“Where are you going, Simon?” asked Maria Vasilievna. “Take the right-hand road across the bridge!”
“What’s that? We can cross here. It isn’t very deep.”
“Don’t let the horse drown!”
“What’s that?”
“There is Khanoff crossing the bridge!” cried Maria Vasilievna, catching sight of a carriage and four in the distance at their right. “Isn’t that he?”
“That’s him all right. He must have found Bakvist away. My goodness, what a donkey to drive all the way round when this road is two miles shorter!”
They plunged into the river. In summer time it was a tiny stream, in late spring it dwindled rapidly to a fordable river after the freshets, and by August it was generally dry, but during flood time it was a torrent of swift, cold, turbid water some fifty feet wide. Fresh wheel tracks were visible now on the bank leading down to the water’s edge; some one, then, must have crossed here.
“Get up!” cried Simon, madly jerking the reins and flapping his arms like a pair of wings. “Get up!”
The horse waded into the stream up to his belly, stopped, and then plunged on again, throwing his whole weight into the collar. Maria Vasilievna felt a sharp wave of cold water lap her feet.
“Go on!” she cried, rising in her seat. “Go on!”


> **Required work**
I would like each line of the data that holds the word "with" copied out.

> **Material shown**
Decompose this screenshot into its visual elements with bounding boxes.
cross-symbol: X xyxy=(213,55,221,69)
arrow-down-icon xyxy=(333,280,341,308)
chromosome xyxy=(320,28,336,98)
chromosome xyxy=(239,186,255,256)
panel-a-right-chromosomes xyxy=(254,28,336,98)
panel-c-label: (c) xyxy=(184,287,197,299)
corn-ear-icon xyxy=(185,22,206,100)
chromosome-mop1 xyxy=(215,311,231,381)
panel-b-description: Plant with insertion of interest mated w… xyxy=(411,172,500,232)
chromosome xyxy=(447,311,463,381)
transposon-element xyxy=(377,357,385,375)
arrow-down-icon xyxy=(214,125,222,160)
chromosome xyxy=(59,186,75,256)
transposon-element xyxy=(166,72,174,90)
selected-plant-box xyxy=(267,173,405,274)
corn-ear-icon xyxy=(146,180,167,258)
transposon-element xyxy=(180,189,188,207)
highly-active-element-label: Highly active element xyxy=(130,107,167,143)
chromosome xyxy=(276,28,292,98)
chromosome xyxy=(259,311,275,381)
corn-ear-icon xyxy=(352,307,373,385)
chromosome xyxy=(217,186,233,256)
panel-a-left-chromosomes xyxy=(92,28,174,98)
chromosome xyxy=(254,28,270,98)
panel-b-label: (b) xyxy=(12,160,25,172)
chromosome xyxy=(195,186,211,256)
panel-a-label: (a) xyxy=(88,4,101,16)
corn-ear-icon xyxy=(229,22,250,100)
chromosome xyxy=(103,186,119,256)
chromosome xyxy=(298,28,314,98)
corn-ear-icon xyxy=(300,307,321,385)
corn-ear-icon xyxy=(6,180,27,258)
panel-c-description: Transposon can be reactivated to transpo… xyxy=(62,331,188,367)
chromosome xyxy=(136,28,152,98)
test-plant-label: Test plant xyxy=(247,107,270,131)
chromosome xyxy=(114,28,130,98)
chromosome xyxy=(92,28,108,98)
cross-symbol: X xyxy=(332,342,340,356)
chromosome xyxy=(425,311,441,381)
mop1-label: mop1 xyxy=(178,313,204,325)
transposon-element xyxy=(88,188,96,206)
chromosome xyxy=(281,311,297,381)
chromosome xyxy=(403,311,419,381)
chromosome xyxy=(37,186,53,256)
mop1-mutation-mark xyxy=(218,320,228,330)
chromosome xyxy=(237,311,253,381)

==

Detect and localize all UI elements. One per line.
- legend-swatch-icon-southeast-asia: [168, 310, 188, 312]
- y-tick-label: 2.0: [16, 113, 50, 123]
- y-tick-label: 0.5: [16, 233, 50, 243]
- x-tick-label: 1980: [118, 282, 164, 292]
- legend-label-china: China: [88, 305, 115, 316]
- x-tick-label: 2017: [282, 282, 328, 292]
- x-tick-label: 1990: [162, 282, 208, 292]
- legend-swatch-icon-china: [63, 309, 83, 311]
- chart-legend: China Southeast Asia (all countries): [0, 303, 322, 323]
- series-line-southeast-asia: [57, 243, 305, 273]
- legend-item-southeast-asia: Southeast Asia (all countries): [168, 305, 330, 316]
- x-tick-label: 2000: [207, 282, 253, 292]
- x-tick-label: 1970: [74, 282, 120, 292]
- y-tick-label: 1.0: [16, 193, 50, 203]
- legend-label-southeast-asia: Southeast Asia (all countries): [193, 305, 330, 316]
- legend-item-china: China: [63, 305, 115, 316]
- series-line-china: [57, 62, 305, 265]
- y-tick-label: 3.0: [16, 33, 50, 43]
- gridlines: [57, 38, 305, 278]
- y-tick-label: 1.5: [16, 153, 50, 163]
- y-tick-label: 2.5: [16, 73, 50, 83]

> **Reply to the exercise**
Decompose this screenshot into its visual elements with bounding boxes.
panel-b-description: Plant with insertion of interest mated w… xyxy=(411,172,500,232)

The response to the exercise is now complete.